III. The Sacredness of Nature and Cosmic Religion

Thus in "The Sacredness of Nature," he says, "For religious man, nature is never only 'natural'; it is always fraught with religious value" (116). Recent thinkers like Mathew Fox and Thomas Moore have popularized the idea of seeing nature as Sacred; but what Eliade is proposing here is something more like Huxley's first point: Nature is God, or at least of the gods: "The gods…manifested different modalities of the sacred in the very structure of the world and cosmic phenomena" (116). And later, "The cosmos as a whole is an organism at once real, living, and sacred…" (117, emphasis his). Gods are discussed, as is the "perenniality of celestial symbols" (128ff). Water (129ff) and earth (138ff) are explored as symbols, as are women (144ff) and vegetation (147ff) in terms of fertility. Finally, there is an assessment of the "desacralization of nature" (151ff).

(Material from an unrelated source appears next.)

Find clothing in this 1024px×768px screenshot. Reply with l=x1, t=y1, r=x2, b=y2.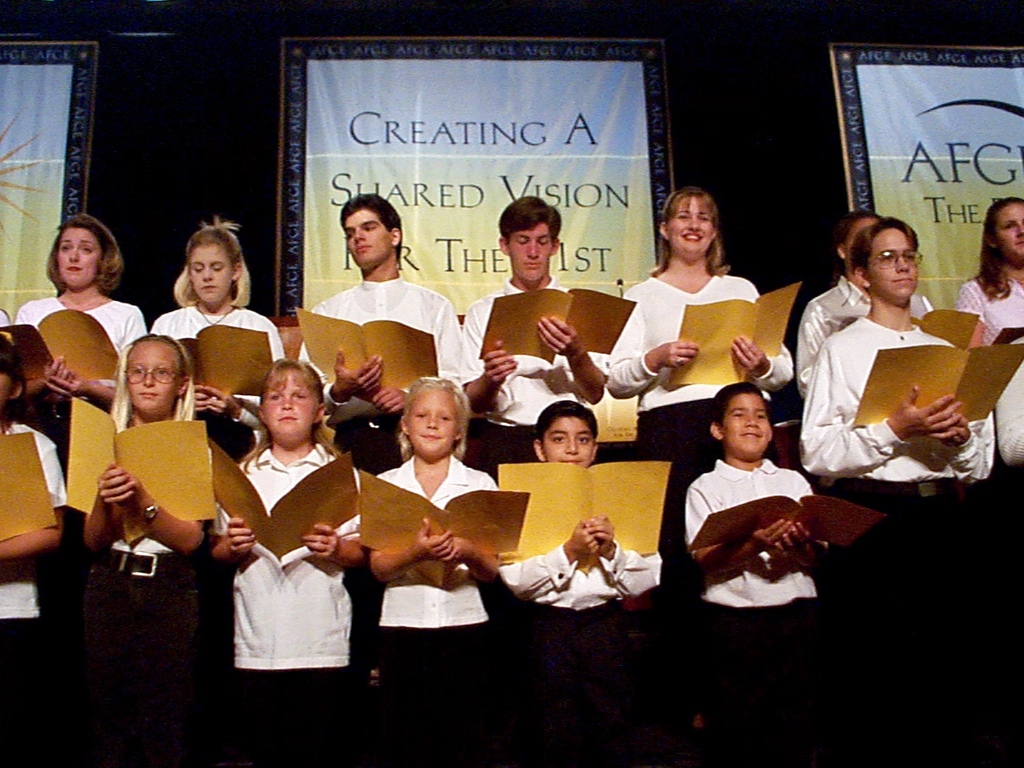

IV. Human Existence and Sanctified Life

After much important exposition, Eliade comes at last to the culmination of his argument: "Human Existence and Sanctified Life." His homo religiosus has an "existence open to the world" because "it is not strictly confined to man's mode of being" (162, 166). All of life can be sanctified (167ff); there is a micro-meso- macrocosmic relationship between the body, the house, and the cosmos (172ff). The rites of passage (184ff), initiation (188ff), social structures (192ff), and funerary customs (195ff) all facilitate having a foot in each modality, allowing participation in That while living in This.

Eliade's Sacred, like Jung's collective unconscious, points toward a unitive experience among all human beings. Eliade says much about the Sacred, but in the end never differentiates, say, the Indian Sacred from the Mesopotamian Sacred, or the Kwakiutl from the Chinese. Whatever the cultural trappings of the hierophany, there is a single That lying behind the manifestations.